As Stephanie says, she just happened to be the right age for the right trend. Like most of her friends she subscribes to BlackBerry Messenger. When she was younger, BlackBerries were things that only businessmen had, but she came of age just in time to catch the tipping point for their transformation into the must-have teen accessory.

And what of the even-younger generations? According to Mizuku Ito, of the University of California Humanities Research Institute, they'll make less distinction between online friends and real friends, and will be more discerning about what they choose to take from popular culture. And according to Larry Rosen, a California professor, they'll be better at multi-tasking: his research has shown that 16 to 18 year-olds can perform seven tasks on average in their free time (texting, checking Facebook, watching TV, etc), whereas people in their early 20s can only handle six, while those in their 30s perform about five and a half.

My own prediction, from watching my 9 and my 11 year-old in action, is that kids will give up on conventional television. Boy and Girl now watch all their programmes via the internet on laptops, so that they can see exactly what they want when they want: Girl goes for Horrible Histories or cookery programmes on BBC iPlayer; Boy downloads the latest episodes of The Simpsons from the US. No one showed them how to do this, and they're not especially techno-minded: they just intuited it in that scary way children do.

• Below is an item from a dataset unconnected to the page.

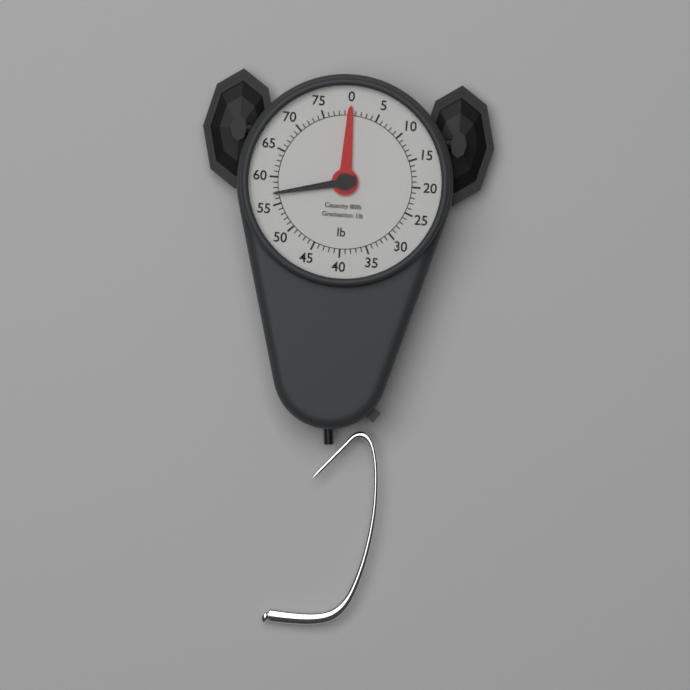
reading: 57 lb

Will they all abandon printed books and start reading everything on Kindle? Or will it be the next micro-generation that does that? And will there be some kind of retro backlash where, in a statement of difference, kids start gravitating back to books and old-fashioned texting, or even vinyl LPs for their superior, warm, analogue sound?

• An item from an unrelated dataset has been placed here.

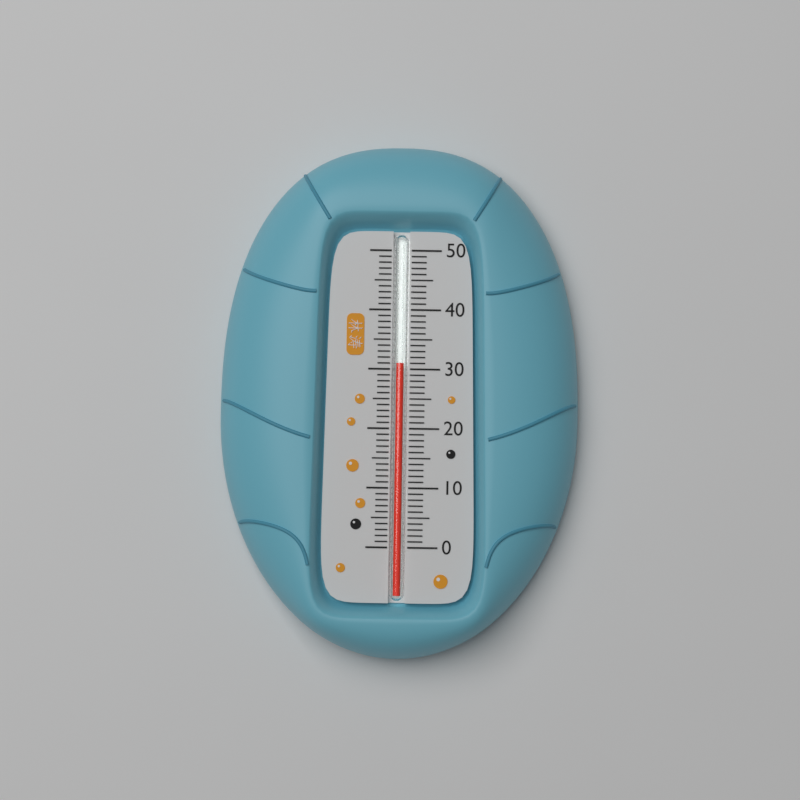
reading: 31 (no unit)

The truth is we just don't know, and anyone who claims otherwise is talking nonsense. As The Spectator's techno guru Rory Sutherland, aka Wiki Man, points out, there's not even consistency among age groups around the world. "For example, US kids were much earlier adopters of instant messaging than British kids, except in odd pockets like Cleveland, Ohio – where texting was huge. And in Japan eBay isn't big, but Yahoo is colossal. And in Poland, they don't Tweet, they Gadu Gadu, while in India and Brazil they prefer Orkut to Facebook."

All we can say with confidence about future technologies is that they're not going to be the disaster we Luddite oldies instinctively fear. (Remember the fuss about how texting was going to wipe out a generation's literacy, thanks to abbreviations like gr8? These were largely an urban myth: hardly anyone used them, and those who did were shown by research to be children with the higher reading ages.) And that, in another couple of years, we're going to find ourselves more passé than we could ever have imagined.